Japanese set for rare downbeat Detroit car show
DETROIT (Reuters) - What a difference a year makes.
This time last year, Japanese auto executives asserted confidently they would keep snatching a bigger chunk of the U.S. market as their Detroit rivals executed turnaround plans and prepared further production cuts to match dismal demand.
That seems a distant memory as industry officials descend on Detroit in the coming days for what will be a smaller, far more downbeat North American International Auto Show after U.S. vehicle sales ended 2008 at a 16-year low with even the once-unstoppable Japanese recording sharp declines.
Three of them -- Nissan Motor Co <7201.T>, Mitsubishi Motors Corp <7211.T> and Suzuki Motor Corp <7269.T> -- have pulled out of this year's show altogether, and others are set for a low-key presence. In a departure from past practice, few executives from Japan will attend the show, as hard economic times have made cost-cutting the name of the game.
Even Honda Motor Co <7267.T>, the U.S. market's fifth-biggest brand, will have a booth but no press conference, foregoing an opportunity to play up the debut of its all-important new Insight -- the first of its next generation of low-cost hybrid cars.
"It was out of consideration for the Big Three," said CEO Takeo Fukui, who will skip the annual show for the first time since taking the helm at Honda in 2003.
"The Detroit show is an important one for the United States, but it's the Big Three's backyard and we thought it would be brash to go out there with a bang given the circumstances," he said last month.
The circumstances, indeed, are bleak.
General Motors Corp , Chrysler LLC and Ford Motor Co are bleeding cash at a perilous pace as sales slide. The White House last month offered GM and Chrysler emergency loans of up to $17.4 billion, providing a short-term lifeline on the condition that they undergo a sweeping restructuring.

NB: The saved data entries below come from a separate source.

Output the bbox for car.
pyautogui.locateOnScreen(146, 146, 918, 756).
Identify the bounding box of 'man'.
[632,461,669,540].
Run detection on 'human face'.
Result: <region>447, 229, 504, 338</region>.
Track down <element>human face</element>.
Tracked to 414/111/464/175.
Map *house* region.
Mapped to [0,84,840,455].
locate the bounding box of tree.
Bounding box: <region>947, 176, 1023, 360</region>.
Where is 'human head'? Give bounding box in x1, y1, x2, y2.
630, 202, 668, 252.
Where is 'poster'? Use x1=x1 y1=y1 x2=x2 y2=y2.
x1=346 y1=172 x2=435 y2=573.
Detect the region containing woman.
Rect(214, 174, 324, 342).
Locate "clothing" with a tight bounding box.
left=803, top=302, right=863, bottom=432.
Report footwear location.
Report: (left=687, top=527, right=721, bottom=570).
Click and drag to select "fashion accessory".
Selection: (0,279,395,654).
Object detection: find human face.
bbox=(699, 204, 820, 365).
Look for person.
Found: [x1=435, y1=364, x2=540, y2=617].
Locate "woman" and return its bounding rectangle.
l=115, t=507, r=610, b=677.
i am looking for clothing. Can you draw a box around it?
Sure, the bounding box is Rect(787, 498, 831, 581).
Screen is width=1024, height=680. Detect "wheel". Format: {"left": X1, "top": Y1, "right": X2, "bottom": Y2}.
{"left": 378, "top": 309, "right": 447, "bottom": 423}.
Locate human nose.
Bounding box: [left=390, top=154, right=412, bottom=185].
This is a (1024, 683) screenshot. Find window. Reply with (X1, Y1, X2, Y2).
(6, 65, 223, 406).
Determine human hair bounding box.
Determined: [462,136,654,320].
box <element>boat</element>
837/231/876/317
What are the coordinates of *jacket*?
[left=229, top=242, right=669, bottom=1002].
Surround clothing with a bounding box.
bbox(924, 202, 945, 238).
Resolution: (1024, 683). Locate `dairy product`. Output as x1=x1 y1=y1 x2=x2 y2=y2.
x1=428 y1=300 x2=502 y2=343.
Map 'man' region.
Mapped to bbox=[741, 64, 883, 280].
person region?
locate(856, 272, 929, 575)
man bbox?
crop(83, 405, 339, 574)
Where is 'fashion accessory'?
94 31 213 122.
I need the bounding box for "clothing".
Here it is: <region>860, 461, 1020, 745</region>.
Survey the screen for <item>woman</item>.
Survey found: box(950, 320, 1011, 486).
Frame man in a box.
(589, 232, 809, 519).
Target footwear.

Ford has sought access to a $9 billion line of credit that it could tap as insurance against the market worsening.
NO MERCY
Still, not a single automaker has been spared the market's collapse.
While faring better than average, Toyota Motor Corp <7203.T>, Honda and Nissan all saw their U.S. sales fall last year to end multiple years of expansion.
Toyota, which had the biggest drop of the three, said it had no idea when the economy would hit bottom, bracing for a tougher year ahead in the United States, its single-biggest market. With the woes spreading to the rest of the world, Toyota is forecasting its first-ever operating loss for the business year to March 31.
Toyota President Katsuaki Watanabe declined to hazard a guess on what the overall U.S. market would amount to this year, saying only that he hoped it would reach 12.5 million units. Most analysts deem that level optimistic after sales only reached 10.3 million on an annualized rate in December.
"We want to defend our current market share and it would be best if we could top it a bit," Watanabe said in Tokyo this week.
"But more than that, I'm hoping that the market itself would recover, and I have great expectations for the Obama administration to take the necessary steps," he said.
Toyota will unveil two new hybrid cars in a world premiere at the Detroit show: the third-generation Prius and the first dedicated hybrid model for its Lexus luxury brand. Such models would have been an instant hit just six months ago when gasoline hit an all-time high above $4 a gallon, but will do little to help reverse a decline in sales this year, analysts said.
"The timing is horrible," Credit Suisse auto analyst Koji Endo said.
"The market is awful and gasoline is cheap," Endo said. "It's better than nothing, but the momentum toward better fuel efficiency has waned from those days."
National retail gasoline prices averaged $1.68 a gallon last week, according to the Federal Energy Information Administration.
Without an economic recovery or drastic steps to stimulate demand, few expect the sales downward trend to reverse.
"No matter how much we pile on the incentives -- zero percent financing or anything else -- our market share of 6, 7 percent won't move much in these conditions," Nissan Chief Operating Officer Toshiyuki Shiga said this week.
"If the big players like GM and Ford move, then there's a chance that the market will, too. I just don't think the current demand levels will continue -- it's unthinkable," he said.